It is one of the most iconic album covers of all time, and can still be seen today on music t-shirts around the world – but now the Banana album cover seen on the 1967 classic ‘The Velvet Underground & Nico’ has found itself at the centre of a legal wrangle.
The Velvet Underground, or more properly founders Lou Reed and John Cale, have filed a lawsuit against the Andy Warhol Foundation after it sold the pop artist’s Banana design to IT giant Apple. The image is being used on various iPhone and iPad products, and this has enraged the artwork’s original benefactors, who argue that the Banana is not only symbolic of The Velvet Underground itself – and is widely seen as one and the same thing by the band’s fans – but by selling the image to a computer company, the Andy Warhol Foundation is tarnishing The Velvet Underground’s name and linking them to a product they would never commercially endorse.
The legal challenge could well founder, however, because the famous artwork used on the album cover was never copyrighted by Andy Warhol himself. Instead, the artist licensed the image from an advert, much as he did his equally famous Campbells soup cans.
The Velvet Underground & Nico is widely agreed to be one of the most important and influential rock albums of all time, although when it was released in 1967 it was actually a commercial flop – with its dark and moody tone contrasting starkly with the bright psychedelia characterised by the hugely successful Sergeant Pepper’s Lonely Hearts Club Band, by The Beatles. Whereas the latter album spent 15 weeks at number one in the US Billboard album charts after its release on June 1, 1967. Conversely, The Velvet Underground & Nico crept into the Billboard chart in May 13, 1967 at #199 and had dropped out again in less than a month, having reached only #177 during that time. Its controversial content didn’t help it commercially, with major record store chains refusing to stock it and radio stations refusing to play it.
The real story comes decades later afterwards, with the album being rediscovered and praised to the rafters by critics and the public alike, as well as its great influence on later bands. Rolling Stone magazine, in its 2003 list of The 500 Greatest Albums of All Time, gave it 13th place and declared it “the most prophetic rock album ever made.”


- _Activity_: Your answer should be the line that contains "Convert this screenshot" and each line after it, restated word for word through the final line of the entries.

Source data START

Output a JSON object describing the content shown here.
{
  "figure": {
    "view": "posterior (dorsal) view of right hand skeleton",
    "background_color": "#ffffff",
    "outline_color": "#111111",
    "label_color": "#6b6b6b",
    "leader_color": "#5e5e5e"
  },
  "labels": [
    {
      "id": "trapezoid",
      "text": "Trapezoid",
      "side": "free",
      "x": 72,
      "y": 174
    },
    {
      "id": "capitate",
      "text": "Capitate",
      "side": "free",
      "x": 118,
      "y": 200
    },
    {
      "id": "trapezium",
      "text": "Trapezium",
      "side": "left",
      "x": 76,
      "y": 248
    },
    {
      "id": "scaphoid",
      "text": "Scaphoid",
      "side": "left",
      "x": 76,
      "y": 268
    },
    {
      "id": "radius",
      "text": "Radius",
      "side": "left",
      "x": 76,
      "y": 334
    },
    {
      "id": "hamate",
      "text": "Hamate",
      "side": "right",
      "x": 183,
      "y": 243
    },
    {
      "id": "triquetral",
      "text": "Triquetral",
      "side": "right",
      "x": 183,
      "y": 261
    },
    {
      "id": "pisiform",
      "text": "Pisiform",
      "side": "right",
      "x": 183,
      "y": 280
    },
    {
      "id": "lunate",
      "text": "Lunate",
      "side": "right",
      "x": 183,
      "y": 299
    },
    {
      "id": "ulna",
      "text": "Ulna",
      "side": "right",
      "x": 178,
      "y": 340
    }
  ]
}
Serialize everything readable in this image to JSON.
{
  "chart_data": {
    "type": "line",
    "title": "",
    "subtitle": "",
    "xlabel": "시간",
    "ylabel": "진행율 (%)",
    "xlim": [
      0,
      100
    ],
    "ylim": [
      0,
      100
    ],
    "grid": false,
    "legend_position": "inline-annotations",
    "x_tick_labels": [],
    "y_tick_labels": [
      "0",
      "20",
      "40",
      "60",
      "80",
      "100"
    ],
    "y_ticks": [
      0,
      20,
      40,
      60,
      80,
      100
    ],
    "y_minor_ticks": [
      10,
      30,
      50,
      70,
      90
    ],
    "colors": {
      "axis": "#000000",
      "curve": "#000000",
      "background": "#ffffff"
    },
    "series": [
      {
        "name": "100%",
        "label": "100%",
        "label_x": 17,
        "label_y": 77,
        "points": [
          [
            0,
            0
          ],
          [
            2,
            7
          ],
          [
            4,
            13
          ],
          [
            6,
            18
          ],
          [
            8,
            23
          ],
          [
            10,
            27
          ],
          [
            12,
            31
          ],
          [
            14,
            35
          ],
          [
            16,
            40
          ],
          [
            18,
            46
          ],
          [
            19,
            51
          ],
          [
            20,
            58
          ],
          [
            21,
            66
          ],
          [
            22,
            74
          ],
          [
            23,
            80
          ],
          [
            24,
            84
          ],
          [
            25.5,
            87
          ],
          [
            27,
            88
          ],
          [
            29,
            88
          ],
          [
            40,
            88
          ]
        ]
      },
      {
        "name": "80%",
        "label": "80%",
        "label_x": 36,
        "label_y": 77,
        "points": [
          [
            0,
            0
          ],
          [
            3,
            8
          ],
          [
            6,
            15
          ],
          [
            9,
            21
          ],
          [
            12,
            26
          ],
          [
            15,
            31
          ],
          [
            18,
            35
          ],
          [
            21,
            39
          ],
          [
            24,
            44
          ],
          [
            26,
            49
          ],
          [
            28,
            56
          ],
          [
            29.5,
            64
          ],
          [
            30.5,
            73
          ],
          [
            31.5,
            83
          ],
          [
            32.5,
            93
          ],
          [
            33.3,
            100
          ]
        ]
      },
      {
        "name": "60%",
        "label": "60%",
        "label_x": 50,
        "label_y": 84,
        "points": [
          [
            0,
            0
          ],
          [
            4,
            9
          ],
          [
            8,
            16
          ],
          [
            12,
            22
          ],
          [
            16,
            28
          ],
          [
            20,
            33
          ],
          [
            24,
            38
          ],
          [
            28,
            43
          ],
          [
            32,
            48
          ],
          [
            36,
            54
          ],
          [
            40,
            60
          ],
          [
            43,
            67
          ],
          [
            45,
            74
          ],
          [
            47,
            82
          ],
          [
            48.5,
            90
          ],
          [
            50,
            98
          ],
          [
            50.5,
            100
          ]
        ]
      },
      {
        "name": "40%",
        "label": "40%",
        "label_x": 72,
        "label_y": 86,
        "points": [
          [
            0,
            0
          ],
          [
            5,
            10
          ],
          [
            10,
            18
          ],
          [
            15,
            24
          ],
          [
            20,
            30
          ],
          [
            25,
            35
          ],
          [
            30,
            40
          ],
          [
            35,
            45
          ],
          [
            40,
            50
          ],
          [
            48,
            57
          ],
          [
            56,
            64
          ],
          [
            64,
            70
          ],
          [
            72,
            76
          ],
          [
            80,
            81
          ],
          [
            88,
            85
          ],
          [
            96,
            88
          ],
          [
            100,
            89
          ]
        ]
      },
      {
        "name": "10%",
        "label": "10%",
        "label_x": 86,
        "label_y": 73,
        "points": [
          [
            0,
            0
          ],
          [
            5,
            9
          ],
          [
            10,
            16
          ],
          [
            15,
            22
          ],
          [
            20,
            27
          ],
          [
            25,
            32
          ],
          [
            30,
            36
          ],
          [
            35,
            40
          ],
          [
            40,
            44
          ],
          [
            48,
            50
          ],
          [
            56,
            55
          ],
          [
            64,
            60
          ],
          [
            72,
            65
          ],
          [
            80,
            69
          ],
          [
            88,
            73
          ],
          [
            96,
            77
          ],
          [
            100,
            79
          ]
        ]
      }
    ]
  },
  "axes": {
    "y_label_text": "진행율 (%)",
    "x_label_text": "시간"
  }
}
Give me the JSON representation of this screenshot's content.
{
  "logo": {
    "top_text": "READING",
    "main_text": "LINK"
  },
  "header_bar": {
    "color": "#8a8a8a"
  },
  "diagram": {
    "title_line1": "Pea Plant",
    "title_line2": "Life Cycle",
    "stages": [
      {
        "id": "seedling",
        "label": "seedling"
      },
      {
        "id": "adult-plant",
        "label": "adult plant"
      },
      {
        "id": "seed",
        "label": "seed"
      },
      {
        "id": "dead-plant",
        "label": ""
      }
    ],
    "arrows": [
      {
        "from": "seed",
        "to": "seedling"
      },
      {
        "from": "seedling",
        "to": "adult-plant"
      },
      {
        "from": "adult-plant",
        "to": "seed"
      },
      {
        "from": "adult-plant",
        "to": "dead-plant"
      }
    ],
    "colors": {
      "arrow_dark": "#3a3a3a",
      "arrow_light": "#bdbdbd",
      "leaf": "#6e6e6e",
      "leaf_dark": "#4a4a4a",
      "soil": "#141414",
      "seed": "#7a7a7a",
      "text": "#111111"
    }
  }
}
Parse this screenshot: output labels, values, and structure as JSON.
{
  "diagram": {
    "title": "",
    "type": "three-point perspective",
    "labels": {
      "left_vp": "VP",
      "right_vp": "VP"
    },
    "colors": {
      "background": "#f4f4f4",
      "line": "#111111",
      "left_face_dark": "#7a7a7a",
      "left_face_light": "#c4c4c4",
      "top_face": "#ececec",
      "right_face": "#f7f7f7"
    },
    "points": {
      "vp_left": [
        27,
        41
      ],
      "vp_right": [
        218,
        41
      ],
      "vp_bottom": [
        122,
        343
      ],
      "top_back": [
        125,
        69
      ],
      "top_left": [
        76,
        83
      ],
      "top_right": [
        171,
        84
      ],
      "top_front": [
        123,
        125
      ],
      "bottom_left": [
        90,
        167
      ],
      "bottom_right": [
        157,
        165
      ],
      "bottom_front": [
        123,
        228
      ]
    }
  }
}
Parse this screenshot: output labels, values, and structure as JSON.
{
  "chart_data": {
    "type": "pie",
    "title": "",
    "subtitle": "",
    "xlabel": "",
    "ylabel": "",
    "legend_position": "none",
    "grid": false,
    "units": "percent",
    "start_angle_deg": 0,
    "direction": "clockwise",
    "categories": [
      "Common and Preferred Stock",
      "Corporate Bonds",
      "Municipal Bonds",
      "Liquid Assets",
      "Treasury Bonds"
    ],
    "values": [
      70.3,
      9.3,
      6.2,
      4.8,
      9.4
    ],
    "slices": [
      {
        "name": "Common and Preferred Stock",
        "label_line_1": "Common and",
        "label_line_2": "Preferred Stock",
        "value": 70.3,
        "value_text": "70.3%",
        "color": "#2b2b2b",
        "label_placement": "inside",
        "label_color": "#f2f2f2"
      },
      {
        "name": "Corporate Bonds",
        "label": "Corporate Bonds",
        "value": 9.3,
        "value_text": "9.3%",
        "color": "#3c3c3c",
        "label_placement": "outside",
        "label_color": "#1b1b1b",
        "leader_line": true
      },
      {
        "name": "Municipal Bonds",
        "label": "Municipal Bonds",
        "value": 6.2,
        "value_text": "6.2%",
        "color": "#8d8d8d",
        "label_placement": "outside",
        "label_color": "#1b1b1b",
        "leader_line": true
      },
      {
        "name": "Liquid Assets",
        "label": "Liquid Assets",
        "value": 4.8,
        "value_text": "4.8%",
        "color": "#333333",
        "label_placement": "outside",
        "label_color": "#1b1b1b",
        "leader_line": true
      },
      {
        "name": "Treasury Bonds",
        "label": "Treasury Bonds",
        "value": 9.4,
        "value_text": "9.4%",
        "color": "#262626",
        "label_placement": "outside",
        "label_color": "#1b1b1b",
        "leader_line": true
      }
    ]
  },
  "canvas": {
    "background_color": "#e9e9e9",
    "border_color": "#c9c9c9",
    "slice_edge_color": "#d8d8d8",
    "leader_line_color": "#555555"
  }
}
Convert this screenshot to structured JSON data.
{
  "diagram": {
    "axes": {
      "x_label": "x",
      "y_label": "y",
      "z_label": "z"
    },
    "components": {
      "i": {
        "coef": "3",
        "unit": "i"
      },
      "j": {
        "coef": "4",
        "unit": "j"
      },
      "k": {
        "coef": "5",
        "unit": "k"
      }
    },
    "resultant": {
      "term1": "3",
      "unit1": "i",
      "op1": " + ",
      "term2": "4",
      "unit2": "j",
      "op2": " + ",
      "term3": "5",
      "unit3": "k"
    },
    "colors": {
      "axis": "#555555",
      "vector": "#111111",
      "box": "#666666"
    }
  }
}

Source data END

- _Answer to the exercise_:
Convert this screenshot to structured JSON data.
{
  "diagram": {
    "axes": {
      "x_label": "x",
      "y_label": "y",
      "z_label": "z"
    },
    "components": {
      "i": {
        "coef": "3",
        "unit": "i"
      },
      "j": {
        "coef": "4",
        "unit": "j"
      },
      "k": {
        "coef": "5",
        "unit": "k"
      }
    },
    "resultant": {
      "term1": "3",
      "unit1": "i",
      "op1": " + ",
      "term2": "4",
      "unit2": "j",
      "op2": " + ",
      "term3": "5",
      "unit3": "k"
    },
    "colors": {
      "axis": "#555555",
      "vector": "#111111",
      "box": "#666666"
    }
  }
}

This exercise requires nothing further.